SC.6 Could the system improve, extend, replicate, delegate to agents, create sub-agents, reconfigure workflows, or propagate outputs, behaviors, commands, or artifacts across other systems?
Single choice
SC.7 Could the system, directly or indirectly, contribute to irreversible harm, loss of human control, infrastructure failure, physical harm, economic disruption, defense escalation, or public-scale impact?
Single choice
SC.8 Could mission, operational, competitive, adversarial, regulatory, business, or user-experience pressures create incentives to modify, reduce, bypass, or defer safeguards, human oversight, review, or execution boundaries over time?
Single choice
SC.11 Are there future system behaviors, scaling paths, deployment pressures, or continuity risks not captured above?
Optional text response
SC.12 — Institutional Authority Preservation
Could the system become so embedded, influential, operationally necessary, or decision-shaping that the institution responsible for governing it may lose practical authority over its use, scope, escalation, or outcomes?
Single choice
Final
High-Consequence Domain Flags
HD.2 Optional: Are there any unusual deployment conditions, system behaviors, risks, or domain details that the selections above do not fully capture?
Your HD.1 selections and any HD.2 notes help determine whether one or more high-consequence follow-up questionnaires may be useful after this core questionnaire is completed.
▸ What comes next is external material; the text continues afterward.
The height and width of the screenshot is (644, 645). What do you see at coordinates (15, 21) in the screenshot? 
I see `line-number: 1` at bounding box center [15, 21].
These follow-ups add domain-specific context for a High-Consequence Addendum. They do not replace the core questionnaire.
You may preview the available follow-up questionnaires here:
High-Consequence Follow-Ups.
This link opens in a new tab so you do not lose your place.
End of Questionnaire
Thank you. Your responses will be used to generate a structured system-level assessment.
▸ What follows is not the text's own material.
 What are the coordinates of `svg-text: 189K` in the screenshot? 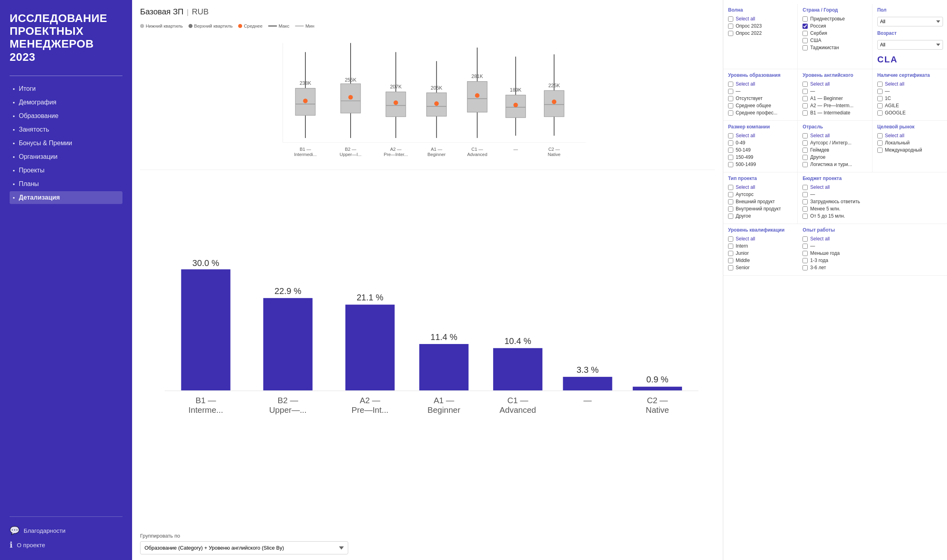 It's located at (516, 90).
If you selected a high-consequence domain in HD.1, your completed questionnaire will show the relevant follow-up links. You may also preview all available follow-ups here:
High-Consequence Follow-Ups.
Submit for Report
- Click Download Completed Questionnaire
- Click Save Questionnaire as PDF
- If you selected any high-consequence domains, complete the relevant follow-up questionnaire(s) now or later.
- Email the core questionnaire PDF and any follow-up PDF(s) to ron@safewave.systems
Your completed questionnaire will include an Assessment Reference ID. Use that same ID on any follow-up questionnaire so SafeWave can match the documents.
There is no obligation beyond submitting your questionnaire. You will receive a structured report based on the information you provide, including system-level observations and containment recommendations aligned to your responses.